1 Upgrade drive 4 to 3Tb, making 4x3Tb + 2x2Tb (but still limited to 8Tb volume)
2 Uninstall any un-needed add-ons
3 Back up the data (plus the OS and config) over the LAN
4 Factory reset and firmware update
5 Reinstall any add-ons you had remaining after step 2
6 Restore the OS and config
7 Restore the data
8 Upgrade the final two drives from 2Tb to 3Tb
It sounds to me like you can backup and restore data with normal AFP. Then reset owners/permissions as desired after the install via the "advanced options" tab for each share. If you can locate a file utility that verifies after copying, you might want to use that. Teracopy will do that for Windows - but (being a non-mac guy) I don't know what you could use with OS X. It's reassuring to know that all your data got onto the JBOD with no problems (and equally reassuring when you restore it!). - macronencerAspirant
StephenB wrote:
It sounds to me like you can backup and restore data with normal AFP. Then reset owners/permissions as desired after the install via the "advanced options" tab for each share. If you can locate a file utility that verifies after copying, you might want to use that. Teracopy will do that for Windows - but (being a non-mac guy) I don't know what you could use with OS X. It's reassuring to know that all your data got onto the JBOD with no problems (and equally reassuring when you restore it!).
Excellent idea! I have a thing called SuperDuper for Mac, which is very good at preserving stuff like permissions and metadata - maybe that will do the job nicely. I have to say that it will be MUCH easier to just copy everything using the AFP mount, rather than use rsync. You may just have saved me a ton of work, thank you :)
Point taken about add-ons, but I'm not sure I even have any, to be honest. The only one listed as installed is ReadyNAS Remote - it's not enabled, and I get the feeling that's a pre-installed default anyway(?) - StephenBGuru - Experienced UserReadyNAS remote should be ok.
- macronencerAspirantOK, well the backup is finally done - it took over week once I had done both shares, complete with verification. A long time, but I guess it's worth it for peace of mind.
I have another problem now before I continue though - I realised that I don't know how to back up the OS. I'm guessing it's done via ssh access, but I've never done that. Also, I'm not clear on WHY it needs to be backed up. Won't it all be re-installed when I wipe and reset to factory settings anyway? What would I lose? I have the config backed up already by pulling the ZIP from the Frontview app... - StephenBGuru - Experienced UserYou shouldn't need to back up the OS. You can backup the config, just be careful to reinstall any add ons before you restore it.

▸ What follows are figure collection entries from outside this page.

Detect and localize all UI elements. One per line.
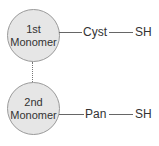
- second-monomer-node: 2nd Monomer: [7, 82, 60, 135]
- cyst-sh-bond-line: [109, 32, 133, 33]
- first-monomer-node: 1st Monomer: [7, 9, 60, 62]
- pan-label: Pan: [85, 107, 106, 121]
- pan-sh-bond-line: [109, 114, 133, 115]
- first-monomer-label-line2: Monomer: [10, 36, 56, 49]
- dotted-connector: [32, 62, 33, 82]
- second-monomer-label-line1: 2nd: [24, 96, 42, 109]
- cyst-label: Cyst: [83, 25, 107, 39]
- first-monomer-bond-line: [59, 32, 82, 33]
- second-sh-label: SH: [135, 107, 152, 121]
- first-sh-label: SH: [135, 25, 152, 39]
- monomer-diagram: 1st Monomer Cyst SH 2nd Monomer Pan SH: [0, 0, 159, 146]
- second-monomer-label-line2: Monomer: [10, 109, 56, 122]
- first-monomer-label-line1: 1st: [26, 23, 41, 36]
- second-monomer-bond-line: [59, 114, 84, 115]
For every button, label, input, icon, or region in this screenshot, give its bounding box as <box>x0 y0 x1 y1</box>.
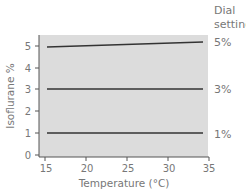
x-tick-25: 25 <box>122 163 135 174</box>
y-tick-4: 4 <box>25 63 31 74</box>
y-tick-1: 1 <box>25 128 31 139</box>
y-axis-label: Isoflurane % <box>4 63 16 128</box>
legend-title-line2: setting <box>214 18 246 31</box>
x-tick-30: 30 <box>163 163 176 174</box>
x-tick-20: 20 <box>81 163 94 174</box>
legend-label-5pct: 5% <box>214 36 231 49</box>
y-tick-2: 2 <box>25 106 31 117</box>
chart: 0 1 2 3 4 5 15 20 25 30 35 Temperature (… <box>0 0 246 193</box>
legend-label-1pct: 1% <box>214 128 231 141</box>
x-tick-labels: 15 20 25 30 35 <box>40 163 216 174</box>
legend-title-line1: Dial <box>214 4 235 17</box>
y-tick-5: 5 <box>25 41 31 52</box>
y-tick-0: 0 <box>25 150 31 161</box>
x-tick-15: 15 <box>40 163 53 174</box>
legend-label-3pct: 3% <box>214 83 231 96</box>
x-axis-label: Temperature (°C) <box>78 177 170 189</box>
y-tick-3: 3 <box>25 84 31 95</box>
x-ticks <box>45 157 209 161</box>
y-ticks <box>35 46 39 155</box>
plot-area <box>39 35 208 157</box>
y-tick-labels: 0 1 2 3 4 5 <box>25 41 31 161</box>
x-tick-35: 35 <box>203 163 216 174</box>
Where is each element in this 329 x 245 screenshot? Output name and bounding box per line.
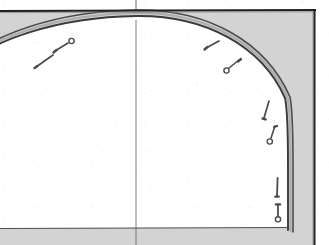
tunnel-cross-section-figure [0, 0, 329, 245]
ground-surface-line [0, 10, 316, 11]
bolt-plate [263, 119, 266, 120]
bolt-plate [35, 66, 38, 68]
bolt-shank [277, 178, 278, 196]
bolt-plate [274, 126, 277, 127]
drawing-canvas [0, 0, 329, 245]
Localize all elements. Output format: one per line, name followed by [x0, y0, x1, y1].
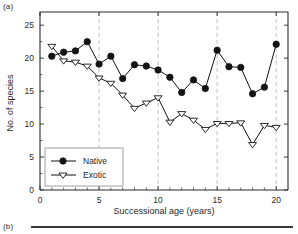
x-tick-label-15: 15 [212, 195, 222, 205]
x-tick-label-20: 20 [271, 195, 281, 205]
y-tick-label-15: 15 [25, 86, 35, 96]
y-axis-title: No. of species [5, 74, 15, 132]
x-axis-title: Successional age (years) [113, 206, 214, 216]
y-tick-label-10: 10 [25, 119, 35, 129]
y-tick-label-20: 20 [25, 53, 35, 63]
point-exotic-8 [130, 106, 138, 111]
point-exotic-9 [142, 101, 150, 106]
y-tick-label-0: 0 [29, 185, 34, 195]
point-exotic-20 [272, 125, 280, 130]
point-native-18 [249, 91, 255, 97]
point-exotic-15 [213, 121, 221, 126]
point-exotic-17 [237, 121, 245, 126]
series-line-exotic [52, 46, 276, 144]
point-native-17 [238, 64, 244, 70]
point-exotic-14 [201, 127, 209, 132]
point-native-5 [96, 61, 102, 67]
point-native-11 [167, 74, 173, 80]
point-exotic-16 [225, 121, 233, 126]
grid-lines [99, 12, 276, 190]
chart-legend[interactable]: NativeExotic [45, 148, 123, 186]
point-native-9 [143, 63, 149, 69]
x-tick-label-0: 0 [38, 195, 43, 205]
point-exotic-5 [95, 76, 103, 81]
point-exotic-10 [154, 96, 162, 101]
point-native-8 [131, 62, 137, 68]
point-native-13 [190, 77, 196, 83]
point-native-2 [60, 49, 66, 55]
point-native-3 [72, 48, 78, 54]
species-richness-chart: 051015202505101520 NativeExotic Successi… [0, 0, 298, 234]
data-series [48, 38, 280, 147]
legend-background [45, 148, 123, 186]
chart-canvas: 051015202505101520 NativeExotic Successi… [0, 0, 298, 234]
point-native-12 [179, 89, 185, 95]
point-exotic-11 [166, 120, 174, 125]
point-exotic-18 [249, 143, 257, 148]
panel-b-label: (b) [3, 222, 13, 231]
point-native-7 [119, 75, 125, 81]
legend-label-native[interactable]: Native [83, 156, 107, 166]
point-native-4 [84, 38, 90, 44]
point-native-6 [108, 53, 114, 59]
point-native-16 [226, 64, 232, 70]
y-tick-label-25: 25 [25, 20, 35, 30]
point-native-15 [214, 47, 220, 53]
point-exotic-1 [48, 44, 56, 49]
legend-marker-native [60, 158, 66, 164]
y-tick-label-5: 5 [29, 152, 34, 162]
point-native-14 [202, 85, 208, 91]
legend-label-exotic[interactable]: Exotic [83, 170, 107, 180]
point-native-10 [155, 67, 161, 73]
x-tick-label-5: 5 [97, 195, 102, 205]
panel-b-top-rule [31, 226, 293, 228]
x-tick-label-10: 10 [153, 195, 163, 205]
point-native-20 [273, 41, 279, 47]
point-native-1 [49, 53, 55, 59]
point-native-19 [261, 84, 267, 90]
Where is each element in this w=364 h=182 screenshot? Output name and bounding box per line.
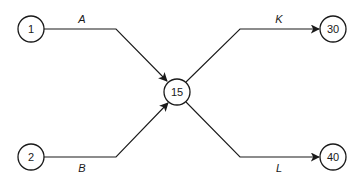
edge-label-l: L bbox=[276, 162, 282, 174]
node-15: 15 bbox=[164, 79, 190, 105]
node-1-label: 1 bbox=[28, 23, 34, 35]
network-diagram: A B K L 1 2 15 30 40 bbox=[0, 0, 364, 182]
node-1: 1 bbox=[18, 16, 44, 42]
node-30-label: 30 bbox=[327, 23, 339, 35]
node-40-label: 40 bbox=[327, 151, 339, 163]
edge-label-k: K bbox=[275, 13, 283, 25]
edge-label-b: B bbox=[78, 162, 85, 174]
node-2: 2 bbox=[18, 144, 44, 170]
arrow-a bbox=[44, 29, 167, 81]
edge-l: L bbox=[186, 102, 319, 174]
edge-b: B bbox=[44, 103, 168, 174]
edge-label-a: A bbox=[77, 13, 85, 25]
node-2-label: 2 bbox=[28, 151, 34, 163]
node-30: 30 bbox=[320, 16, 346, 42]
arrow-b bbox=[44, 103, 168, 157]
node-40: 40 bbox=[320, 144, 346, 170]
edge-k: K bbox=[186, 13, 319, 82]
edge-a: A bbox=[44, 13, 167, 81]
arrow-l bbox=[186, 102, 319, 157]
arrow-k bbox=[186, 29, 319, 82]
node-15-label: 15 bbox=[171, 86, 183, 98]
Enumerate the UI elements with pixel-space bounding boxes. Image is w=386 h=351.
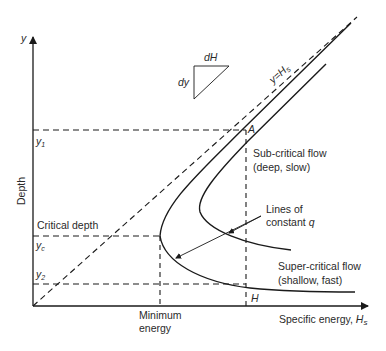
supercritical-label-2: (shallow, fast) bbox=[278, 274, 342, 286]
critical-depth-label: Critical depth bbox=[37, 219, 98, 231]
supercritical-label-1: Super-critical flow bbox=[278, 260, 361, 272]
x-axis-label: Specific energy, Hs bbox=[279, 313, 367, 327]
constant-q-label-2: constant q bbox=[266, 216, 315, 228]
point-h-label: H bbox=[251, 292, 259, 304]
subcritical-label-1: Sub-critical flow bbox=[253, 147, 327, 159]
yc-label: yc bbox=[35, 239, 45, 252]
minimum-energy-label-2: energy bbox=[139, 322, 172, 334]
y-axis-symbol: y bbox=[20, 32, 27, 44]
slope-triangle bbox=[194, 66, 229, 99]
constant-q-label-1: Lines of bbox=[266, 203, 303, 215]
y1-label: y1 bbox=[35, 135, 45, 148]
pointer-arrow-inner bbox=[229, 216, 261, 233]
subcritical-label-2: (deep, slow) bbox=[253, 161, 310, 173]
slope-dh-label: dH bbox=[204, 51, 218, 63]
specific-energy-diagram: y Depth Specific energy, Hs y=Hs dH dy y… bbox=[0, 0, 386, 351]
slope-dy-label: dy bbox=[178, 76, 190, 88]
y2-label: y2 bbox=[35, 268, 45, 281]
minimum-energy-label-1: Minimum bbox=[139, 309, 182, 321]
y-axis-label: Depth bbox=[15, 177, 27, 205]
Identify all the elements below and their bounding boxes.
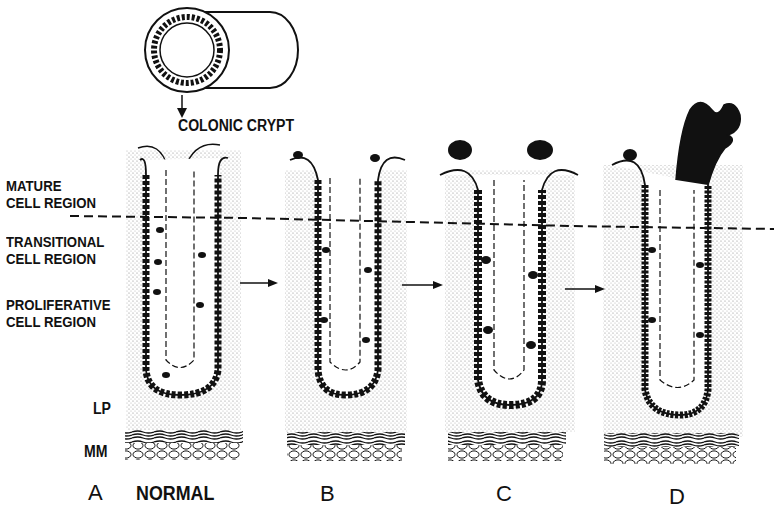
muscularis-mucosae <box>125 430 739 464</box>
panel-letter-d: D <box>669 484 685 510</box>
region-label-mature: MATURE CELL REGION <box>6 177 96 211</box>
region-label-proliferative: PROLIFERATIVE CELL REGION <box>6 296 111 330</box>
panel-letter-b: B <box>320 481 335 507</box>
crypt-a <box>138 144 228 395</box>
colon-tube-icon <box>145 8 298 118</box>
region-label-transitional: TRANSITIONAL CELL REGION <box>6 233 104 267</box>
panel-letter-c: C <box>496 481 512 507</box>
panel-caption-normal: NORMAL <box>136 481 214 505</box>
mm-label: MM <box>84 443 107 460</box>
crypt-progression-diagram <box>0 0 774 512</box>
colonic-crypt-label: COLONIC CRYPT <box>178 117 294 134</box>
lp-label: LP <box>93 400 111 417</box>
panel-letter-a: A <box>88 480 103 506</box>
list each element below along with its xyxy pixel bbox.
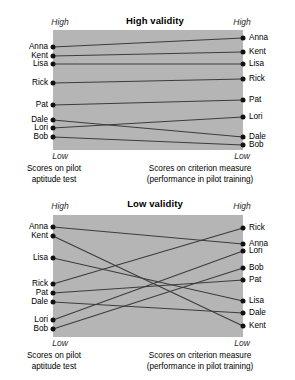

- macronencerAspirantOh I see - thanks! That's probably why I was having trouble finding information on doing it then... :)
- macronencerAspirantNew disks in place, config restored, data restore commencing now. Looking good so far!
I have 4x3Tb and 2x2Tb installed, and this is giving me 11Tb. A quick calculation based on what I know of X-RAID 2 seems to agree with this size, so that seems OK. I hope it will expand a little when I upgrade to 6x3Tb, but I guess it will 'only' (ha ha) be 12Tb, because it's using double redundancy. Have I got that right? - mdgm-ntgrNETGEAR Employee RetiredIf you were using dual-redundancy your current volume capacity would be around 7TB as the fourth highest capacity disk is a 2TB one. Dual-redundancy uses RAID-6 layers and RAID-6 requires a minimum of four disks per layer.